Listen to the Marriage

Whether readers will enjoy John Jay Osborn's Listen to the Marriage depends entirely on whether they're intrigued or horrified by the idea of reading a novel that is, essentially, a year-long transcript of one couple's marital counseling sessions.
 
If that description sends them screaming, they should stay away. But if it doesn't--and perhaps if they're fans of Esther Perel's popular podcast Where Should We Begin?--they may take Osborn's novel as an intimate opportunity to observe the healing transaction between couple and counselor.
 
Gretchen and Steve are an affluent, attractive, 30-something couple in San Francisco. She's an English professor, he's in finance and they adore their two children. But this perfect image has been fractured by infidelity, communication problems and the corrosive pressure of high-stress careers. The counselor, Sandy, is there to guide them toward understanding, if not reconciliation--and she has heartaches of her own. 
 
Much like real-life counseling, the novel is by turns revelatory and tedious. For every insight, there's a setback, and rare breakthroughs are earned only by slogging through some frustrating, repetitive conversations. The story is told from Sandy's perspective, and so readers experience Gretchen and Steve as she does--within the confines of her office, without external influence or context.
 
In a brief note, Osborn, who wrote the '70s law school classic The Paper Chase, discloses that Listen to the Marriage was inspired by his own experience in marital counseling. His deep appreciation for the counseling process, and for his counselor, is apparent; Sandy's quiet inner nature is even more compelling than Gretchen and Steve's unfolding drama. --Hannah Calkins, writer and editor in Washington, D.C.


- _Aim of the task_:
Below, find each line holding "Search" and state how many there are, using the number alone.

[Dataset rows for apps and sites]
※
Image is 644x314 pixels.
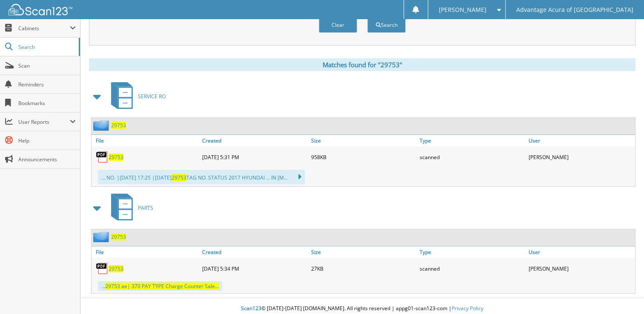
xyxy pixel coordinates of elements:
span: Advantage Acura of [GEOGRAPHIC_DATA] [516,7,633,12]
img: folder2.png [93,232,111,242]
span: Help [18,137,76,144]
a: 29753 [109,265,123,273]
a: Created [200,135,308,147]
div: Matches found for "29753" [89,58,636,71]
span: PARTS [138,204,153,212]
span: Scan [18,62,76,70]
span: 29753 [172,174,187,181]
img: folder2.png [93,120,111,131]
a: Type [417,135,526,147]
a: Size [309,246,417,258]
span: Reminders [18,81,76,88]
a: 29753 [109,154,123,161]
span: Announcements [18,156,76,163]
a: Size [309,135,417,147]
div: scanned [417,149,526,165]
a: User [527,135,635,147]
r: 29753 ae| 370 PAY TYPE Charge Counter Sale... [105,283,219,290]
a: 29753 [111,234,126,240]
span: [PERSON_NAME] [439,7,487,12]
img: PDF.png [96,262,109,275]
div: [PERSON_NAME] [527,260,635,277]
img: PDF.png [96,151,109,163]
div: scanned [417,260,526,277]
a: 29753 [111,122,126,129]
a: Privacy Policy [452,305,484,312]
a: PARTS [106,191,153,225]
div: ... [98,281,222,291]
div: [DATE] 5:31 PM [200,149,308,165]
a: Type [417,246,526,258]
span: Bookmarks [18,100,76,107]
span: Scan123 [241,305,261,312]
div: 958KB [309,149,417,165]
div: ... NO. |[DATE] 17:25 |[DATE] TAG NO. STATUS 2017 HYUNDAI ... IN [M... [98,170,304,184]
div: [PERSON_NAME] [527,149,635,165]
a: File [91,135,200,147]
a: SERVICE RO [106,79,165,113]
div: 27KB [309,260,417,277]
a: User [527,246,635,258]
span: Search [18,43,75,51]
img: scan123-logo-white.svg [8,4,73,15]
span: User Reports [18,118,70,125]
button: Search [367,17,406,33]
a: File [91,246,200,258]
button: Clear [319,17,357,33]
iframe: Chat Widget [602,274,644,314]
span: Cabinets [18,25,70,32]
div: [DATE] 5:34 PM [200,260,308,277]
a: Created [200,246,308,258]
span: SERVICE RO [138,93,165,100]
※
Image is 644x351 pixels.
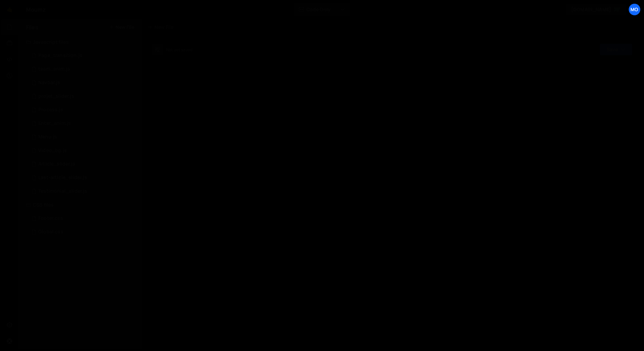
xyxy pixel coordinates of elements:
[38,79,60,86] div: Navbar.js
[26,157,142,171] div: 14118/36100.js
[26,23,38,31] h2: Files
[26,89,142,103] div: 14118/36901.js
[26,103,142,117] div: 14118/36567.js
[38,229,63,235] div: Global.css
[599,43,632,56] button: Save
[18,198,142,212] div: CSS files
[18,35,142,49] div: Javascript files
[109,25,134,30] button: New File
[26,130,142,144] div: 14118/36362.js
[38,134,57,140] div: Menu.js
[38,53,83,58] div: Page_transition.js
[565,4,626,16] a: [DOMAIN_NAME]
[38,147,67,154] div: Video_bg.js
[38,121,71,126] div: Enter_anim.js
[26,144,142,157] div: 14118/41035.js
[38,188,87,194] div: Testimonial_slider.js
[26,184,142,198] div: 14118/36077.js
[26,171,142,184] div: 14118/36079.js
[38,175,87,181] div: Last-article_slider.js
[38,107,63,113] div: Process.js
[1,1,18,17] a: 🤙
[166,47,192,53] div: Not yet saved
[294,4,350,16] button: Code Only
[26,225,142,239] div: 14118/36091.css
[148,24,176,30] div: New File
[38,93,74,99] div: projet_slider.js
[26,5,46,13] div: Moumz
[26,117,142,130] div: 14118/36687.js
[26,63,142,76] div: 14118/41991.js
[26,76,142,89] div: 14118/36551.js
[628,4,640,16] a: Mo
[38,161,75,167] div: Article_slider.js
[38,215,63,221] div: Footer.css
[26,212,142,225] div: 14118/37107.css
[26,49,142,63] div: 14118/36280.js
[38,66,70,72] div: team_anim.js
※
- _Expected output_:
2